You can influence and you can manage. But are you fired up? This is where you convey why you do what you want to do, and where your influences come from and how it sums up to a relentless, restless spirit. Most folks convey passion without recognizing that it isn’t passion for passion’s sake. There’s a point to it. To be more passionate is to be more likely to stick with a thing, to try that much harder if the going gets tough, to pour that much more of yourself into a thing… all of which sums to increasing the likelihood that you’ll succeed. Aka, lowering the business school’s risk. (Seeing it now?)

Awareness

When you win, do you pat yourself on the back, buy a round for fawning admirers, and then look at yourself in the mirror while flexing your biceps? Or, do you take a moment to assess WHY you won. When you lose, do you pout and groan and blame the system? Or do you do exactly what that other version of you did and sit down and pull it all apart and assess why? Folks who introspect, examine, take a moment to step outside themselves and from outside look IN… are the kinds of people who are more likely to get back onto the horse when they’re inevitably thrown. They’re that much more likely to turn a modest win into blockbuster win because they took the time to investigate. Demonstrating this Awareness trait in your applications improves your future success index. (At the same time as your ‘risk’ index goes down.)

Creativity

Ever do something common in an uncommon way? Ever think outside the box? Ever question the status quo? You might have an answer to all of these things, but to simply address it is to miss the point. The purpose behind all of it is that the sneaky trait encoded in those behaviors is a tell. It’s a leading indicator of future success. The ‘kind of person who’ thinks outside the box, and has a lust for it, a knack for it, is the kind of person who––when he/she comes up against a lock that’s not easy to pick––will have the instinct and ability to pivot, get creative, find another way. If you’re gambling on someone else to be a future success, you damn well better make sure they know how to ‘get creative’ if things don’t go 100% according to plan. Just read about any successful entrepreneur or CEO. Can you find even a single one who says “Well, I began with a vision and a plan, and it all worked out exactly as I’d hoped!”

Teamwork

It’s not just THAT you’ve participated on a team, and didn’t cause a disruption. Or that your teammates like you. It’s way more. Are you coachable? Do you always need to be the Alpha? Can you adapt if things don’t go your way? Are you able to disagree with someone in a productive way? Folks who score high on this dimension tend to be the kind of people who can leverage the power of groups and teams. It is an art form, it requires real skill. The way you talk about teammwork––knowing this context––should help you convey the kind of thing that makes the reader go “Aha, this person’s story about teammwork here just made me able to imagine in his/her success that much more.”

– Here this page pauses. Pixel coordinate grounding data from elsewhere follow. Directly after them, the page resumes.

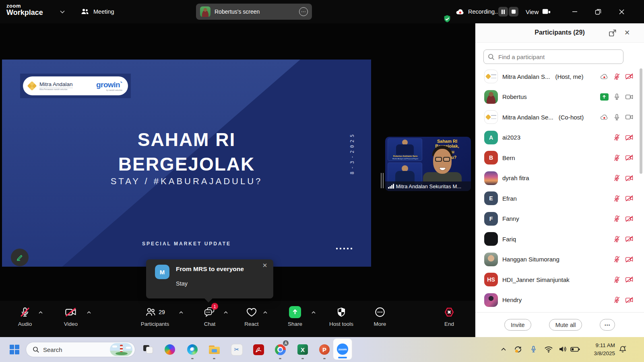 This screenshot has height=362, width=644. What do you see at coordinates (559, 76) in the screenshot?
I see `participant-row: Mitra Andalan S... (Host, me)` at bounding box center [559, 76].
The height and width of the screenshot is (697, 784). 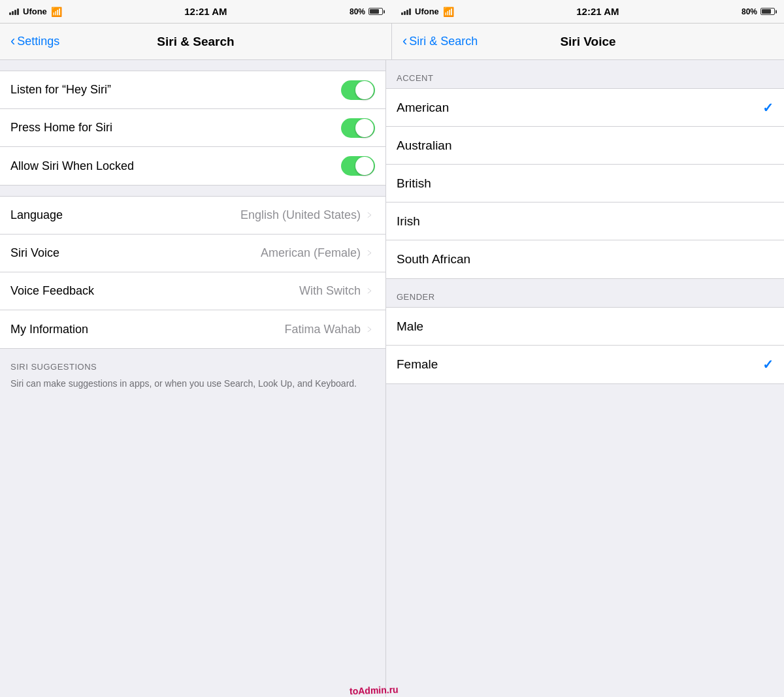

Summary – So, what do business schools want? Like really?

They want to know that you are almost SURE to succeed.

They will look for evidence of that in your resume, and in your essays, and your LORs, and in your interview. Do you have ‘all the tells’ of folks we know are bound for future success? How risky a proposition is this?  If you’re going to concern yourself with either the Reward or Risk ends of the equation, best to focus on LOWERING RISK. Why? Because business school applications are lousy with big ideas, big potential wins, visions of the next game-changing… you name it. What are in shorter supply are folks who make convincing arguments on why a school should gamble on THEM to be the ones who go after those goals.

Knowing this, should help you contextualize every single decision you make, for every stitch of your applications.